Atlanta Braves vs. Miami Marlins — Box Score — September 18, 2012 — ESPN

Welp…

Paul Maholm pitched very encouragingly, striking out five and surrendering only five baserunners in six and two-thirds innings of work, but the Marlins did score, so the lefty got stuck with a loss.

The game barely lasted two hours. The pivotal play came when John Buck led off the third inning with a deep fly to center — it would have been a yicketty in most other parks, I think — that Bourn misjudged into a “triple.” Maholm almost worked out of it by getting the next two men, but it wasn’t to be, as Gorkys Hernandez singled him home with two out. The other Marlins runs came in the seventh, when Moylan, who looks awful and should not be anywhere near the postseason roster, served up an opposite-field homer to Buck. (Buck was hitting .190-something coming into this game. Yeah.)

The Braves, meanwhile, only even half-threatened to score on one occasion, and Bourn was the goat there, too, grounding out with McCann in scoring position to end the top of the third. Nate Eovaldi looked good; he’s always had good stuff, and tonight, he was commanding it much better than he did in his last start against Atlanta.

On the bright side, Chipper got another hit and sits only one behind the Iron Horse on the all time list — that’s some good freaking company, right there. Also on the bright side, Kris Medlen takes the hill tomorrow, so you have to feel good about taking the series, even with noted Braves Killer (TM) Josh Johnson slated to pitch for the Fish.

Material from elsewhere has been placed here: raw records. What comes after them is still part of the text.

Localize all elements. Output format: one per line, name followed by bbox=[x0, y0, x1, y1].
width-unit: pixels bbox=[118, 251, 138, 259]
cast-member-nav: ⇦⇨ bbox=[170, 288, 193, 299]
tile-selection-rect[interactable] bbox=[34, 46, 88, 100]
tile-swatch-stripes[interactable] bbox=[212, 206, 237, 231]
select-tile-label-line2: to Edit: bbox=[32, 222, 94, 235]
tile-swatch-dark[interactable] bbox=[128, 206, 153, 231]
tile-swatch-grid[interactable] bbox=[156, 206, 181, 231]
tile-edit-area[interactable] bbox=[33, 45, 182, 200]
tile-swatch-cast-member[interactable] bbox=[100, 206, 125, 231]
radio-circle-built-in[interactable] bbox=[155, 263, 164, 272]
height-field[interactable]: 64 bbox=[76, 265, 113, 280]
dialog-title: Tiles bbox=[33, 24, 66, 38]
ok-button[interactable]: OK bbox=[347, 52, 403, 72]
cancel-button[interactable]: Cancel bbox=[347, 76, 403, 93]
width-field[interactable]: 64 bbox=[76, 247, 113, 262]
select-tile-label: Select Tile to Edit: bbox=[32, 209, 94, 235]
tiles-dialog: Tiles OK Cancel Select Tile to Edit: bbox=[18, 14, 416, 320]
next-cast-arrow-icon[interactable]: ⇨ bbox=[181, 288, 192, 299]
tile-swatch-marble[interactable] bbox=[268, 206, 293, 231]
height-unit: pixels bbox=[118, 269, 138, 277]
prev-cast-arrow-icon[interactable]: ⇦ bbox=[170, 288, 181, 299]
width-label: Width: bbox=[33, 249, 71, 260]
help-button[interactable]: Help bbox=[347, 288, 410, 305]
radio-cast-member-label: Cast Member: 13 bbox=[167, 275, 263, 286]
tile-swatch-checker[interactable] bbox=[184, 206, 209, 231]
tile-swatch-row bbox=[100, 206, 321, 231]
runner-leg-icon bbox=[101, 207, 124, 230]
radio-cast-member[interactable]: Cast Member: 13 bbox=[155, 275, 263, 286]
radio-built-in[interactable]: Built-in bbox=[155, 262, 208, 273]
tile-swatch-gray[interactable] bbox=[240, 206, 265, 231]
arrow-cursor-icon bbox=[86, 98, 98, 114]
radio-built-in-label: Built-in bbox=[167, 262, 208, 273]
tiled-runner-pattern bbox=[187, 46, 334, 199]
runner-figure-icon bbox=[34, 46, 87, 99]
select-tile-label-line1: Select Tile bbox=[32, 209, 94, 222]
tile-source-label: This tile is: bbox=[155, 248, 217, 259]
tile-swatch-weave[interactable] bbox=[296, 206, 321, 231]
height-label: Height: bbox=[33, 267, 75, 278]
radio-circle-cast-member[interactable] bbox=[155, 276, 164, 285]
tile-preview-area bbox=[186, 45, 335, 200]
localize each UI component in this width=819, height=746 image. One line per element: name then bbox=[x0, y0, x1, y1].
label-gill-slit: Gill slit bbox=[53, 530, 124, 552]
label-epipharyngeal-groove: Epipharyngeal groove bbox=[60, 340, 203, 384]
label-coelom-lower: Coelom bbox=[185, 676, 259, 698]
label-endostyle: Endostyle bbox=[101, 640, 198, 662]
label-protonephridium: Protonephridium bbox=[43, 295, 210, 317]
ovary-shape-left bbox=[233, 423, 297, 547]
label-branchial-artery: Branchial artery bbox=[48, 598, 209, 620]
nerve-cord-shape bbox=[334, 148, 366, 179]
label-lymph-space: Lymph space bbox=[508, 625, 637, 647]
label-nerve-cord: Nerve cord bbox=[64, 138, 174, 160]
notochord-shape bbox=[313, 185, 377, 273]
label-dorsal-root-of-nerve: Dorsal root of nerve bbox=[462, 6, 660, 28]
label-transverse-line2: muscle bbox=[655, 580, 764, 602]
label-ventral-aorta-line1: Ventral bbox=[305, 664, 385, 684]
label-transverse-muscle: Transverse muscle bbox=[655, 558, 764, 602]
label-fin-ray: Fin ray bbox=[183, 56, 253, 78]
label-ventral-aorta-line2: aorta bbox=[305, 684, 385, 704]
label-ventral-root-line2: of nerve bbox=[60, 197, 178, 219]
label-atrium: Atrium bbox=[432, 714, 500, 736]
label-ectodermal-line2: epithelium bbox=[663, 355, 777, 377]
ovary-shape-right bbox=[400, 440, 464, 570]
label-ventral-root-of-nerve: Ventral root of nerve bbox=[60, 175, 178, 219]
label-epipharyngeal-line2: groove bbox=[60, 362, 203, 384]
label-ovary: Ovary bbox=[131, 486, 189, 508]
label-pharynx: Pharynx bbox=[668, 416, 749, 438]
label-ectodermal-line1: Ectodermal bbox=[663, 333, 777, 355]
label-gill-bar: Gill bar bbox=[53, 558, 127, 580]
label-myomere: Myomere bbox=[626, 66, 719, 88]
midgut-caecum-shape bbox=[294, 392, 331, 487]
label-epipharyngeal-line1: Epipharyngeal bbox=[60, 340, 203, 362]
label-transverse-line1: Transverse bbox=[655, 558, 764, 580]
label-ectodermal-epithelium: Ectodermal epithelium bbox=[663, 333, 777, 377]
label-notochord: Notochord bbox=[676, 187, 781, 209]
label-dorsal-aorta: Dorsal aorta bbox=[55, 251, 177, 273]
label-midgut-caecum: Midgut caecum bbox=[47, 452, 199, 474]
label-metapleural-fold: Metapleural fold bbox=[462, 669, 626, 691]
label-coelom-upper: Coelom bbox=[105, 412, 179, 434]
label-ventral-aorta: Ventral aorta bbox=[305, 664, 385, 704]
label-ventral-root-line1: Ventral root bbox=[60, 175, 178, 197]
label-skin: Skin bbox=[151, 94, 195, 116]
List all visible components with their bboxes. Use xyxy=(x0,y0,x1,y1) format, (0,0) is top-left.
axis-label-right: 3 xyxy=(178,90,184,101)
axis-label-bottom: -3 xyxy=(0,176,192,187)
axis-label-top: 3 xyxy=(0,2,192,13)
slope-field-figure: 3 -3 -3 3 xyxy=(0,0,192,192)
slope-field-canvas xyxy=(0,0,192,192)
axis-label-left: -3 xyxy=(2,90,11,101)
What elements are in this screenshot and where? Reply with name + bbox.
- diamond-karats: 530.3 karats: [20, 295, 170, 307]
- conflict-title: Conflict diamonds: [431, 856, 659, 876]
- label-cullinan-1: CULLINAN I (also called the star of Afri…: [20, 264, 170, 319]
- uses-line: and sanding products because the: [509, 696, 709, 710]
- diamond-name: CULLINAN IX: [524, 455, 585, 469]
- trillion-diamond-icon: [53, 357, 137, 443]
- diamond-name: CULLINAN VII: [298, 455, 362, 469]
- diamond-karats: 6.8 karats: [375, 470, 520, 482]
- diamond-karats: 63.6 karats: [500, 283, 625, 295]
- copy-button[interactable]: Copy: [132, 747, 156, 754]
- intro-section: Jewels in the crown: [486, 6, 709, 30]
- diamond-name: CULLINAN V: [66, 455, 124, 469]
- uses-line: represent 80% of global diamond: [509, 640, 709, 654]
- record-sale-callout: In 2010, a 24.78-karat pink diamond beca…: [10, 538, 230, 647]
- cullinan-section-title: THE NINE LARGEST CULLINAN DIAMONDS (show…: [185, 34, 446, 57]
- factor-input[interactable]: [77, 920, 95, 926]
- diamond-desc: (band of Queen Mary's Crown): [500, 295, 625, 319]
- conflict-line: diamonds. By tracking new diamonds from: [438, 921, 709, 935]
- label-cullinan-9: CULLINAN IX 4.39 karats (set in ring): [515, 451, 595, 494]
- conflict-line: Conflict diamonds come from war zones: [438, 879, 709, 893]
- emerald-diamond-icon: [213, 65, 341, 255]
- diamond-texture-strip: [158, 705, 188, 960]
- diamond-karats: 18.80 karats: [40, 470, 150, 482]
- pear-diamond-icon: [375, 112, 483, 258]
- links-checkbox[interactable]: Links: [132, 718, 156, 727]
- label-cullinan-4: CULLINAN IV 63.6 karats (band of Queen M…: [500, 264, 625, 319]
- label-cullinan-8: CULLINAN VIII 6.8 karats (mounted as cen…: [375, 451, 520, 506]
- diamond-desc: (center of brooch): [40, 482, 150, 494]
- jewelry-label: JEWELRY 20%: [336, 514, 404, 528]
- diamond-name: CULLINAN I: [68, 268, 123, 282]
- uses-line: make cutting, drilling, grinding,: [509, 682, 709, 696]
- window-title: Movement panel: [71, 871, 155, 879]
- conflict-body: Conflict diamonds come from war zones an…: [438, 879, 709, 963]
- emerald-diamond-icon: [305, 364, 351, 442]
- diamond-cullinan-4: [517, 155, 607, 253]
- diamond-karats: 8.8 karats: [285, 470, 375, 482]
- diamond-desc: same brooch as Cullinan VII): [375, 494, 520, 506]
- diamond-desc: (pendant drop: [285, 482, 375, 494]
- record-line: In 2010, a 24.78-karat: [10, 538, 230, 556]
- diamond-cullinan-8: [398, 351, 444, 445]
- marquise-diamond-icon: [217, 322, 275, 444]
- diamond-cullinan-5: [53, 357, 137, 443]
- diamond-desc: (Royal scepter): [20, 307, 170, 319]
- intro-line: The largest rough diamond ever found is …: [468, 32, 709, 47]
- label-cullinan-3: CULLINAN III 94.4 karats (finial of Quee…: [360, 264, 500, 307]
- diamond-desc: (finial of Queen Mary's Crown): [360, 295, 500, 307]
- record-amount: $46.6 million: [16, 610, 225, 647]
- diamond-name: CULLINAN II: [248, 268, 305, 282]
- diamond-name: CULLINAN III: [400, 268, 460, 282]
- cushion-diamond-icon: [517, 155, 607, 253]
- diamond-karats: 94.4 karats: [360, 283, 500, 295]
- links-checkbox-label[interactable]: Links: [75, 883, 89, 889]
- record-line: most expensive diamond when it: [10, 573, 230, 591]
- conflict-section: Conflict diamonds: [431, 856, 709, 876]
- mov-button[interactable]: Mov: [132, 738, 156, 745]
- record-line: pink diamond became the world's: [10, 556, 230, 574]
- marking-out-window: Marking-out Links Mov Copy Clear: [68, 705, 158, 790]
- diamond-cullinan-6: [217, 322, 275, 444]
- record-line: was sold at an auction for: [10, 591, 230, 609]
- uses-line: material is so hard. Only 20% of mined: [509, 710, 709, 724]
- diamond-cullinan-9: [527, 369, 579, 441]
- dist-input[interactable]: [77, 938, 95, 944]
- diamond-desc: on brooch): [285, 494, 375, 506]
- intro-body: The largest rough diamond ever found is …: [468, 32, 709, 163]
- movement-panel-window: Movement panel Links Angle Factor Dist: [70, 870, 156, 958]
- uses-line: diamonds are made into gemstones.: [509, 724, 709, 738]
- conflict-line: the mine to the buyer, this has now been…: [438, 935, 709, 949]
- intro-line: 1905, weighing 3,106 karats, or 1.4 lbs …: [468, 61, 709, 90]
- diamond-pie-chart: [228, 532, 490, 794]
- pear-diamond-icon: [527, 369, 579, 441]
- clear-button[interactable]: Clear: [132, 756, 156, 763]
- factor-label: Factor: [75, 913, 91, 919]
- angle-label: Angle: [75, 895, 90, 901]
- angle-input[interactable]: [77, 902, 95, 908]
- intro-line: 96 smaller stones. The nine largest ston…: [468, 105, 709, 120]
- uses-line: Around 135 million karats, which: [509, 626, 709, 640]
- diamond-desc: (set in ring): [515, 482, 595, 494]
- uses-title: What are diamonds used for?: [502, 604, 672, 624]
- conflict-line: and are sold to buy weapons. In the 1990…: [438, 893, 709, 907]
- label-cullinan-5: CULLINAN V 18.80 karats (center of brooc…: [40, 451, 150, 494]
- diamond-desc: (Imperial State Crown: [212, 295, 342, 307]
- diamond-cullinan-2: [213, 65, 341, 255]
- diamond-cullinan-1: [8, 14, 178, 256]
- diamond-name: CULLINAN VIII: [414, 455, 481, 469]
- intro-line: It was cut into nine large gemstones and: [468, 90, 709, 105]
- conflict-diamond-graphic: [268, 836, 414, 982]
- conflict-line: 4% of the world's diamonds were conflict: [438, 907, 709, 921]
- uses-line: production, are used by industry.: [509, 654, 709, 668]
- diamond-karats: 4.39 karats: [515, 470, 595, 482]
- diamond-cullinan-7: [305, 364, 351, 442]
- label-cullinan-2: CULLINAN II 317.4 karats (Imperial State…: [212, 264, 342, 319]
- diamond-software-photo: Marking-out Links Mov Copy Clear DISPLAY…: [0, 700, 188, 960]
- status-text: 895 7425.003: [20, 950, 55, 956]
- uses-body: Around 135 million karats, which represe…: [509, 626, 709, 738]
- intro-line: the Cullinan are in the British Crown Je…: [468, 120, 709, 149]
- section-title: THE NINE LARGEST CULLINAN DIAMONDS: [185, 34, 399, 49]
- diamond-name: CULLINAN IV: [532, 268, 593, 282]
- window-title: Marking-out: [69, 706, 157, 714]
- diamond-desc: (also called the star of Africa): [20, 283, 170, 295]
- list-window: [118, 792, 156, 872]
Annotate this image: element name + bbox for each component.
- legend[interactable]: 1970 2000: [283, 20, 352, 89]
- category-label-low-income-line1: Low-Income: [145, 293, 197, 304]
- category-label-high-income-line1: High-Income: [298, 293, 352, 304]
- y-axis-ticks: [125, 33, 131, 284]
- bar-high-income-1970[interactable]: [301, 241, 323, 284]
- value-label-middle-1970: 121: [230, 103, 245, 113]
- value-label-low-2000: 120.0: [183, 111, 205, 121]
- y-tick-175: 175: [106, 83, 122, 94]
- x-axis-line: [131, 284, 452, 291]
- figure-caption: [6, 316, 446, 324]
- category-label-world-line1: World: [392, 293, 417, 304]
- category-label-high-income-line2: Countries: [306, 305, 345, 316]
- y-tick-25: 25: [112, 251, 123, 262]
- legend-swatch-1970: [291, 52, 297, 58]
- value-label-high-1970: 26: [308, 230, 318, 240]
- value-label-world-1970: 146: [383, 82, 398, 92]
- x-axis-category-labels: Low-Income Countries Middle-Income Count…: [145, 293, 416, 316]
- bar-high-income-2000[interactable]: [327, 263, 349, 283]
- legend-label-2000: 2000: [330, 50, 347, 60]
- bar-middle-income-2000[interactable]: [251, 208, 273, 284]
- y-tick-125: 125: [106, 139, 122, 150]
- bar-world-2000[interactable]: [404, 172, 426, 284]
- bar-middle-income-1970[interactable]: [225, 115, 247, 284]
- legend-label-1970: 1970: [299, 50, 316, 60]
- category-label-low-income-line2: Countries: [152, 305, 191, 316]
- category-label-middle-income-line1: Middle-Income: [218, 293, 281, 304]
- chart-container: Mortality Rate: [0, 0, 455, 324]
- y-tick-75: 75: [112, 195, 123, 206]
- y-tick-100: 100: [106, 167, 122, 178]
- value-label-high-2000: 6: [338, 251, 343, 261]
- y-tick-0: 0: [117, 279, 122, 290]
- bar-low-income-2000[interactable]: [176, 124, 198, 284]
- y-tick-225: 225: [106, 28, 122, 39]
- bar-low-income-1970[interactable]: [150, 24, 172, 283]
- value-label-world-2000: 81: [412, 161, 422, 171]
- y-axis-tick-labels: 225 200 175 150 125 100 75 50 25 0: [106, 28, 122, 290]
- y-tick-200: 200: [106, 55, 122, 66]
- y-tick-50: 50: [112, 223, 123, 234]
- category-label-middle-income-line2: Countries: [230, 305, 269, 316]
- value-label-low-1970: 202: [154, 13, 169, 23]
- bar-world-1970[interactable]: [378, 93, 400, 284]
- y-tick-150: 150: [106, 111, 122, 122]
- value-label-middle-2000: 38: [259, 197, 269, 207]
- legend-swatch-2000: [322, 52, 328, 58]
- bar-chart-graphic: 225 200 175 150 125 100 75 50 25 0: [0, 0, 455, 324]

So, that’s what I had all laid out and ready to post before the ninth inning. For a minute, I was thinking, “Shame on me!,” but that thought was quickly nullified by an even crappier outcome. The Braves got up off the deck to tie it in the ninth — Heyward double; Chipper walk; Uggla single; McCann game-tying double — but couldn’t take the lead. The next inning and a half saw Paul Janish dislocate his non-throwing shoulder, Jonny Venters and Cory Gearrin combine to escape a Jose Reyes-on-third-with-no-one-out situation, a now-600-pound Heath Bell dominate the Braves’ best hitters, and, ultimately, a walk-off win for the Marlins in the tenth.

Please, Kris, make this memory a faint one.